Posts Tagged ‘New share issue’

Victor Muller’s games continue: Are the new Saab shares ending up in Russian hands?

August 16, 2011

Victor Muller is at his games again even as Saab’s cash crunch continues. He has delayed payments to employees, suppliers, creditors and even the tax-man. The China card seems to be played out. Suppliers who start proceedings for bankruptcy get priority in getting paid. Workers get priority in getting their wages before white-collar employees. The trade unions are desperate and go along with anything as they hope for some miraculous solution. Russian “black” money – which needs to be laundered somewhere – is waiting to swoop through the back-door even if it has been barred entrance through the front-door. My own opinion is that even the initial liquidity crisis was engineered by Victor Muller by shifting cash out of Saab.

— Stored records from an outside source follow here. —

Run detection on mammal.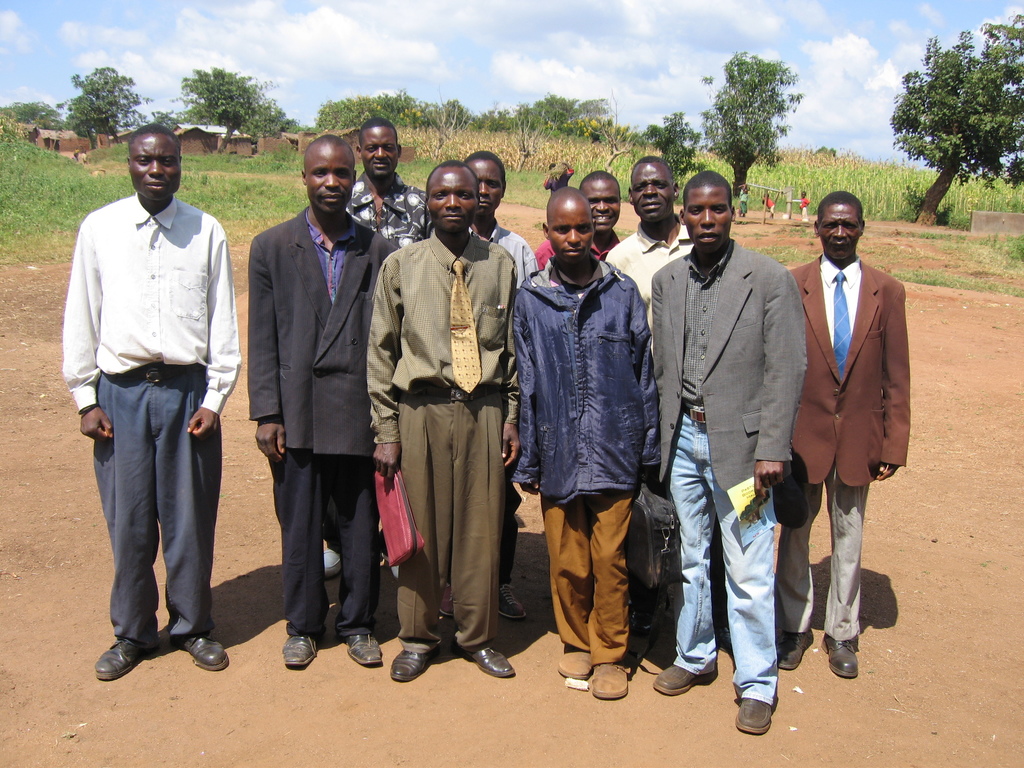
Result: select_region(739, 186, 749, 218).
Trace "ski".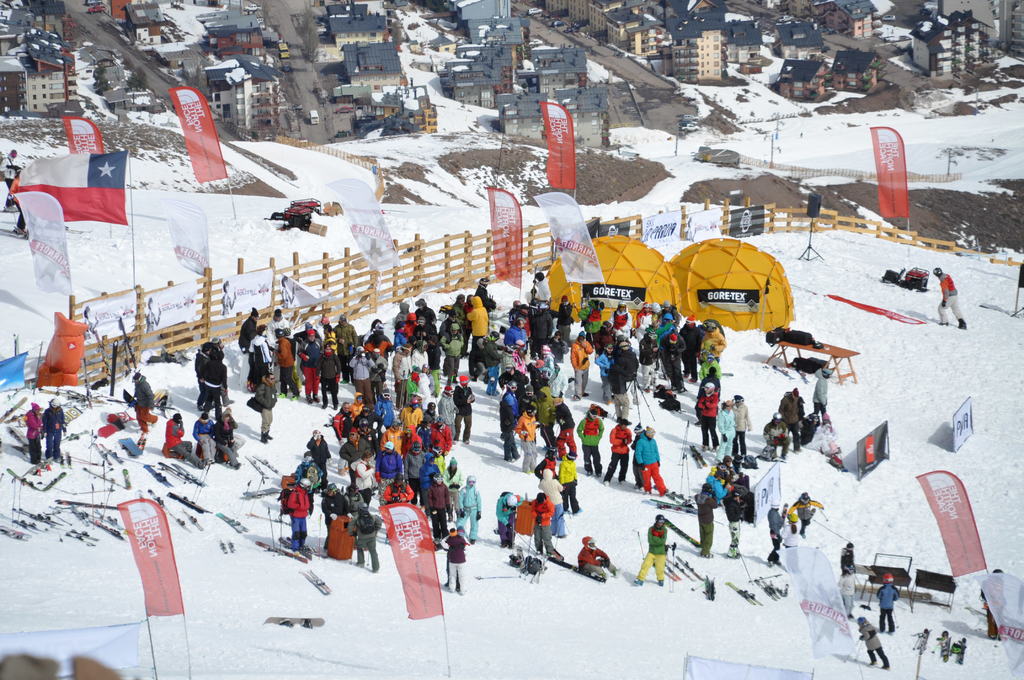
Traced to <box>119,466,135,492</box>.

He is now engaged in the final desperate end-game at Saab (but of course without risking any of his own personal wealth). The question is whether it is his own end-game or one where he is just a proxy for his Russian masters.

Svenska Dagbladet reports:

Saab is issuing freshly printed shares at a loss to the U.S. investment fund GEM (Global Yield Fund Limited), which then sell them on at a profit. An arrangement made for the short term to pay salaries and debts. Saab is now selling four million new shares for just under 40 million Swedish kronor. GEM also purchased shares in a new issue on 3rd August – when 5 million new shares were sold in a desperate move to pay the salaries of Saab employees.

Not only are GEM well paid (because they are taking a big risk), they are also diluting the ownership of Saab’s other shareholders. In fact, these 10 million shares conveyed in a short time to GEM represents almost a third of the total shares. GEM acts only as intermediary and who is actually buying is a mystery.

GEM Yield Funds Ltd. buys shares for 90 percent of their value and then sells them on. These shares are then traded in Amsterdam. Using GEM is considered a very expensive way for Saab to raise cash but there are few options left. Issuing just another 10 million new shares could dilute the ownership sufficiently for a single owner of just the new shares to have a majority stake. And that for less than a total of 80 million kronor (about $13 million). Whether production will ever restart is looking increasingly unlikely – at least for Saab in its present form. What would happen to Saab if it ever came fully under the control of Vladimir Antonov is anybody’s guess. I suspect that Saab’s fate would then be connected more to being a money-laundering centre than to the production of quality cars. I would not be in the least surprised to find that the newly issued shares are ending up in Russian hands. The mark-up that GEM charges is probably worthwhile and represents an acceptable discount for the laundering of “funny” money.